Fabrice Muamba Improving, Said To Be Speaking

LONDON (AP) — Fabrice Muamba began showing signs of improvement Monday when his heart started beating without the help of medication, two days after the Bolton midfielder collapsed during a match from cardiac arrest.

The hospital emphasized that he remained in critical condition in intensive care with an uncertain long-term prognosis. A friend of Muamba said he was told by the family that the player had started talking again.

Curtis Codrington told The Associated Press the family reported that Muamba was speaking “minimal words in English and French, which is better than nothing.”

The 23-year-old Muamba collapsed on the field just before halftime in the FA Cup match at Tottenham on Saturday, and his heart started beating on its own again only when he arrived at a London hospital’s heart attack unit that night.

Muamba has been in critical condition since Saturday.

“He is showing small signs of improvement,” a joint statement from Bolton and the hospital said. “His heart is now beating without the help of medication and he is also moving his arms and his legs.

“However, his long-term prognosis will remain unclear for some time. He is still critically ill and will continue to be closely monitored and treated by staff in the London Chest Hospital’s intensive care unit.”

The player’s fiancee has been issuing pleas on Twitter for the health of Muamba, who proposed on Valentine’s Day. The couple has a 3 year-old son, Joshua.

“Fabrice WILL!! Pull through because God is good,” Shauna Muamba tweeted. “Love u so much fmuamba keep strong we’re praying for u honey … where there is life there is hope.”

Bolton manager Owen Coyle said the former England under-21 player was putting up a “brave fight,” adding that the club had been inundated with messages of support, including from David Beckham.

“There is a real hope he can come through this. When situations like this occur there is a real strength, a real unity, a real togetherness … that has given (the family) an incredible energy,” Coyle said outside the east London hospital. “That source of energy that everyone is giving off is really bringing them together as a family and that is important for Fabrice’s well being.”

Muamba, a former Arsenal and Birmingham player, fled to England with his family in 1999 to escape the civil war in Congo.

“When you look what he has come through in his life already he is a natural fighter. He is a physically fit young man,” Coyle said. “If those things can help at all it will be a source of help and encouragement.”

Bolton’s next match, at Aston Villa on Tuesday in the Premier League, has been postponed. The team is scheduled to play Blackburn on Saturday, and then could face Tottenham again next week in the FA Cup at White Hart Lane to replay the quarterfinal match that was abandoned Saturday.

“I know the decision will have to be made, but the immediate thoughts are with Fabrice,” Bolton captain Kevin Davies said about the possibility of Bolton pulling out of the FA Cup. “I’m sure the club will take a stance on it in the next couple of days.”

Davies, who visited Muamba in the hospital over the weekend, said the Bolton squad had the option whether to attend training Monday.

At Tottenham, players were due to undergo tests for potential heart defects, with cardiologist Sanjay Sharma saying “the players have all demanded cardiac screening” at a planned routine visit Monday.

“That involves taking a history relating to cardiac symptoms, which include chest pain during exertion or breath which is disproportionate to the amount of exercise being performed and blackouts, (and) asking about a family history because many of these conditions that can cause cardiac arrest are hereditary,” Sharma said.

“We then perform a cardiac examination and following that we do an ECG (electrocardiogram) which is an electrical tracing of the heart which looks for electric faults of the heart and a cardiac ultrasound which looks at heart muscle problems or problems with the heart values.”

___

Rob Harris can be reached at www.twitter.com/RobHarrisUK

Start your day with National Memo Newsletter

Know first.

The opinions that matter. Delivered to your inbox every morning

Putin

President Vladimir Putin, left, and former President Donald Trump

"Russian propaganda has made its way into the United States, unfortunately, and it's infected a good chunk of my party's base." That acknowledgement from Texas Rep. Michael McCaul, Republican chairman of the House Foreign Affairs Committee, was echoed a few days later by Ohio Rep. Michael Turner, the chairman of the Intelligence Committee. "To the extent that this propaganda takes hold, it makes it more difficult for us to really see this as an authoritarian versus democracy battle."

Keep reading...Show less
Michael Cohen
Michael Cohen

Donald Trump's first criminal trial may contain a few surprises, according to the former president's ex-lawyer, and star witness, Michael Cohen.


Among the records that follow, count the lines with the string "horizontal"; report only that count.

Top of DATA EXCERPTS

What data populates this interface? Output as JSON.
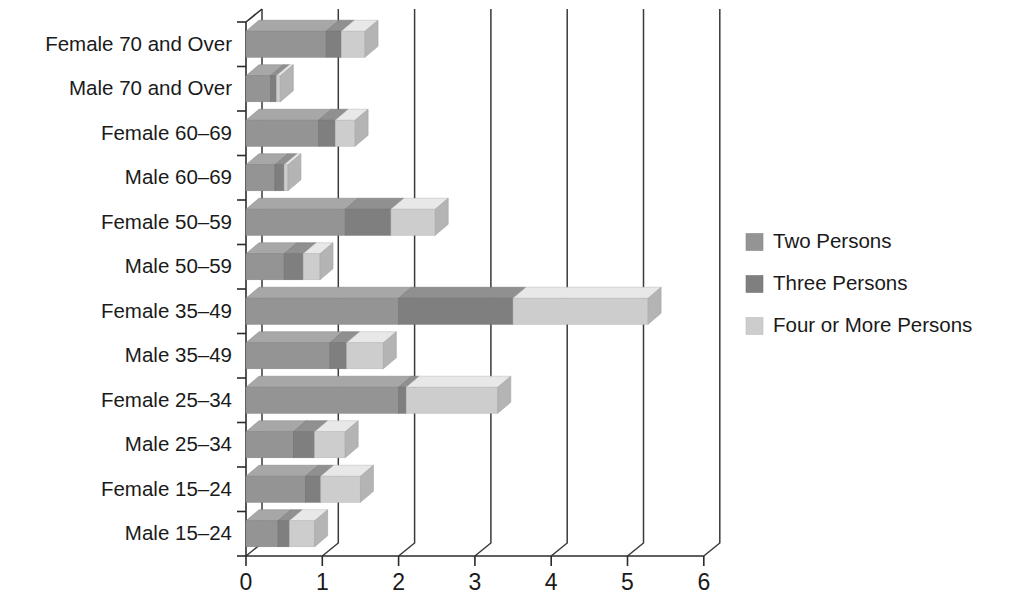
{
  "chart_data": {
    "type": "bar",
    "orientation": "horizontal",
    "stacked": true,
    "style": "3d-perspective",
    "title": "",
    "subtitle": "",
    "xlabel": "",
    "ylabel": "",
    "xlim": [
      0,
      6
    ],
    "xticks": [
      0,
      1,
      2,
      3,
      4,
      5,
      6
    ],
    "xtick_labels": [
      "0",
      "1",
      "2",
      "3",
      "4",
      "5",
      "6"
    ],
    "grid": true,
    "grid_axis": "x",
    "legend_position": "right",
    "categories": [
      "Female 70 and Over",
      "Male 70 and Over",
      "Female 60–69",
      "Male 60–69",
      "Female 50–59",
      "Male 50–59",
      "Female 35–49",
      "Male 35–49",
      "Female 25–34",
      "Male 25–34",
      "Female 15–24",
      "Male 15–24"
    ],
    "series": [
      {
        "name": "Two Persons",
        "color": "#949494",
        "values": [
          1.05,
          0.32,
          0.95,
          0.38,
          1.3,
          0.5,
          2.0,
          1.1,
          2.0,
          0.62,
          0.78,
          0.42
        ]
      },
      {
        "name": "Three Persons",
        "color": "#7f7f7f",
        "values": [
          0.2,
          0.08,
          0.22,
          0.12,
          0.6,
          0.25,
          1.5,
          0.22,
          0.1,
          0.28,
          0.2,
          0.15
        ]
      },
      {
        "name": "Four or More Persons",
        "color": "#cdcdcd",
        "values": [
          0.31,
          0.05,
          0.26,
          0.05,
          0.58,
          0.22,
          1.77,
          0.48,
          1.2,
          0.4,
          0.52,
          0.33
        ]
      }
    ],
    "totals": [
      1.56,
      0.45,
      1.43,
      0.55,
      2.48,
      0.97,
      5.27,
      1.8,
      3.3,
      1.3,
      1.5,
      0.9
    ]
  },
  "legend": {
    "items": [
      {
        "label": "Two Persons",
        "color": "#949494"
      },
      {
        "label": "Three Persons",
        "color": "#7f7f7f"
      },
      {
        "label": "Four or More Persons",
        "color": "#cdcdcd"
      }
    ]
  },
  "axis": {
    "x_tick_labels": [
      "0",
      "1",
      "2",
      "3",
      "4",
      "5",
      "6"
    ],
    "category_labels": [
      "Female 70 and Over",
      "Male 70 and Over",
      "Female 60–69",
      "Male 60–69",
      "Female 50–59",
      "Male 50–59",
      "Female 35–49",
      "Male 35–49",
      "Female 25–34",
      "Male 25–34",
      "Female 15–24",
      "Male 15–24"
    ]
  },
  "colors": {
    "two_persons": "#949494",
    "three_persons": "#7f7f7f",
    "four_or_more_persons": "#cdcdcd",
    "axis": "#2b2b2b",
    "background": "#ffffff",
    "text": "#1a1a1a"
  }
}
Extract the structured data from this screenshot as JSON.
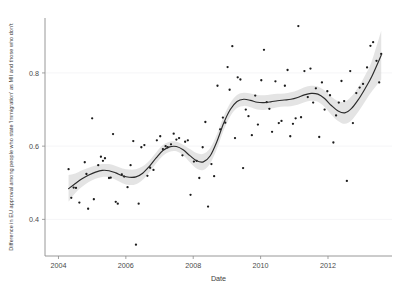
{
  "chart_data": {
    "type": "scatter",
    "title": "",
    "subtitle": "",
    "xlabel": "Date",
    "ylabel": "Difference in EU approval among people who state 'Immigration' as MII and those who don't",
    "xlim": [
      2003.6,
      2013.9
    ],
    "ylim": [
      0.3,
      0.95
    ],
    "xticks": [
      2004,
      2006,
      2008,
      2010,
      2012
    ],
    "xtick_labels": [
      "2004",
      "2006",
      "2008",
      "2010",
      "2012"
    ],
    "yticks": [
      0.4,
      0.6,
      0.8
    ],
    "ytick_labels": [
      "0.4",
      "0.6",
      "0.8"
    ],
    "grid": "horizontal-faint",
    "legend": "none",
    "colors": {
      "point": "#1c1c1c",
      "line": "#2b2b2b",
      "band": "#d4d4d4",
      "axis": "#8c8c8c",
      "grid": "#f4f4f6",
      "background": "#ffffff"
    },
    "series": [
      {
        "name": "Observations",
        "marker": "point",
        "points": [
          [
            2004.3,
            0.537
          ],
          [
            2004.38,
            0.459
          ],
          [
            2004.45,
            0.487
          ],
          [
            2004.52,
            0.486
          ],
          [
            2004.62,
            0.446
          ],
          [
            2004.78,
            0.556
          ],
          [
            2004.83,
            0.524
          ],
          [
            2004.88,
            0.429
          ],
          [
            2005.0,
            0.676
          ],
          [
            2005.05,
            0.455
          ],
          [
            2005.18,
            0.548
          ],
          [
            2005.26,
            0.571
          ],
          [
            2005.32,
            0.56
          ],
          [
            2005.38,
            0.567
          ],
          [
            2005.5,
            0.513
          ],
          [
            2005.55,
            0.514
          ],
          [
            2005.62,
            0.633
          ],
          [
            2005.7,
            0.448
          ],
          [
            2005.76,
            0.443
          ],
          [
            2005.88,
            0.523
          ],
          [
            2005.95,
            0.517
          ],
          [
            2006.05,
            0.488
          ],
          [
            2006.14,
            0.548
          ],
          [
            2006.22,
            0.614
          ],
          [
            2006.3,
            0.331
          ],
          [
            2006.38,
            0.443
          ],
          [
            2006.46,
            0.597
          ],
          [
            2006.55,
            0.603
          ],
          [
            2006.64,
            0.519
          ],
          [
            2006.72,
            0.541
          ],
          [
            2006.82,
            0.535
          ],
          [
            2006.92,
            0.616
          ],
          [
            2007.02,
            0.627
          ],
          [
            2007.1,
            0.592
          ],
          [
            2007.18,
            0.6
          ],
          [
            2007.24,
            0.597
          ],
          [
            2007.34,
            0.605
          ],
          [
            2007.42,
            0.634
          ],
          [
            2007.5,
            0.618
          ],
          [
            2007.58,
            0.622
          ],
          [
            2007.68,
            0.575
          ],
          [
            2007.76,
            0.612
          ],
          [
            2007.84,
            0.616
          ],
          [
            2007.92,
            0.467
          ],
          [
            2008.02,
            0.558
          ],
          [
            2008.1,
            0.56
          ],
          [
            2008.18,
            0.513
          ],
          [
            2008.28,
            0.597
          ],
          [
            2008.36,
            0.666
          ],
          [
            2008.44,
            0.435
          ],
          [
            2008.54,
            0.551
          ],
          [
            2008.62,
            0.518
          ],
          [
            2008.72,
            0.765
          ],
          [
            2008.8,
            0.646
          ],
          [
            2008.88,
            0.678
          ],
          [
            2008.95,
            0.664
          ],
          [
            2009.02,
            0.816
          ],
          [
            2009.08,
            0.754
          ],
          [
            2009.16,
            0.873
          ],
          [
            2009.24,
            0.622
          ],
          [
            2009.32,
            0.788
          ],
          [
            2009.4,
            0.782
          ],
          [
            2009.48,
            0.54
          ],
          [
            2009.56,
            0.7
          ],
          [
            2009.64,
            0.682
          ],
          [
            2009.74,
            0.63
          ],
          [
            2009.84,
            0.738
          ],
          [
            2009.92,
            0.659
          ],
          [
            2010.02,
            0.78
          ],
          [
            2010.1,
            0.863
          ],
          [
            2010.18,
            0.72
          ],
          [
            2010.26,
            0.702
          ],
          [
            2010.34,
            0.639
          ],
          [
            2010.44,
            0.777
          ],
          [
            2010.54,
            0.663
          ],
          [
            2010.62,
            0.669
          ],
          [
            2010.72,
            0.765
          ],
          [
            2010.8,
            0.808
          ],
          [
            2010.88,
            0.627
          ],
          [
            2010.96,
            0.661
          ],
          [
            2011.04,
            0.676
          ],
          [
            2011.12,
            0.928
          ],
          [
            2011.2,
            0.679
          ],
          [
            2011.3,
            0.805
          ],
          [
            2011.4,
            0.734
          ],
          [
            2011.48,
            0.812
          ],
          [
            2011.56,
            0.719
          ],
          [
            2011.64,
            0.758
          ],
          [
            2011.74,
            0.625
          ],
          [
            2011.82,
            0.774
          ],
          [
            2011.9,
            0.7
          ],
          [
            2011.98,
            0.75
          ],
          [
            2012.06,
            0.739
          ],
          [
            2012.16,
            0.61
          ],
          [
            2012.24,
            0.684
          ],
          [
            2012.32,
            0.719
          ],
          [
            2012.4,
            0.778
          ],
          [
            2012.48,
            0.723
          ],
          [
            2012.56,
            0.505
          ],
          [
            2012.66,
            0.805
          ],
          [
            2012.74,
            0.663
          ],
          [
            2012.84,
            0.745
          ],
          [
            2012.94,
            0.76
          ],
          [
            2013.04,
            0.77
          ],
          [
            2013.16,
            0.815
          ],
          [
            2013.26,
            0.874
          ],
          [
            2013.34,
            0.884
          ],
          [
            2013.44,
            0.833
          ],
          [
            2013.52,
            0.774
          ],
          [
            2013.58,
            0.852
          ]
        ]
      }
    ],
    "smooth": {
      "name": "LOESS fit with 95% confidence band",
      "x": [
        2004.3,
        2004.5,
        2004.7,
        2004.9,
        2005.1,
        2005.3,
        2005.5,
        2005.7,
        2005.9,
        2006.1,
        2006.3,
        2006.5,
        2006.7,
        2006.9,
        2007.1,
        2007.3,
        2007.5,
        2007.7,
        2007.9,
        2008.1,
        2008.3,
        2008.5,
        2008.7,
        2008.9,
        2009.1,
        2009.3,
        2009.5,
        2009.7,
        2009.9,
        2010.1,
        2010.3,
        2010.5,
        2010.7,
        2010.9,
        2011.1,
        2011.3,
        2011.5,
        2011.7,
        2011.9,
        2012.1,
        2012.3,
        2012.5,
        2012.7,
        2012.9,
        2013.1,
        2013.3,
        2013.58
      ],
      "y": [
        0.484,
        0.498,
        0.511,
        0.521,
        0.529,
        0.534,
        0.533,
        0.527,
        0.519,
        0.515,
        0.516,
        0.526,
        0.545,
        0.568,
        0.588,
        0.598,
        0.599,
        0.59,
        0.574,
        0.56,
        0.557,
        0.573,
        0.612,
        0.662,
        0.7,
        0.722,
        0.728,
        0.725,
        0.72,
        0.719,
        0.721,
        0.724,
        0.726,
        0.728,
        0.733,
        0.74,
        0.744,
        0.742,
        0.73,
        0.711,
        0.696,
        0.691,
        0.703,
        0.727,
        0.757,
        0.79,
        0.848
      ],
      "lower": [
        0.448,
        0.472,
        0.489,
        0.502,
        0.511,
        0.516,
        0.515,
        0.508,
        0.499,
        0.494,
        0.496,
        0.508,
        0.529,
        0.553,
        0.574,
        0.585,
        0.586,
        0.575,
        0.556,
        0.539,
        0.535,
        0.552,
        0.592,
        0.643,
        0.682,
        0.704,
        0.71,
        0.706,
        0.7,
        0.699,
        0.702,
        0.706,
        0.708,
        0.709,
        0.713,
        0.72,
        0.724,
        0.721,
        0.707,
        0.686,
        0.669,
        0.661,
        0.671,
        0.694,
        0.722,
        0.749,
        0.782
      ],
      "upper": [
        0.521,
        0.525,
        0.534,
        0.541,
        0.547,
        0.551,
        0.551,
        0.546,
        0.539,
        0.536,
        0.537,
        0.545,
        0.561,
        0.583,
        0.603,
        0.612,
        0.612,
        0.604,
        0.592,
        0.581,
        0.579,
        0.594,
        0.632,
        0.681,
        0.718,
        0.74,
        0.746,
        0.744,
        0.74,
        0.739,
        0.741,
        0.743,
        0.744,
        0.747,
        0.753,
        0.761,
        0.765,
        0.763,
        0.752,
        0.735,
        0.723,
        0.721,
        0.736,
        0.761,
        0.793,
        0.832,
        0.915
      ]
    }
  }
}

Bottom of DATA EXCERPTS

TASK ANSWER: 2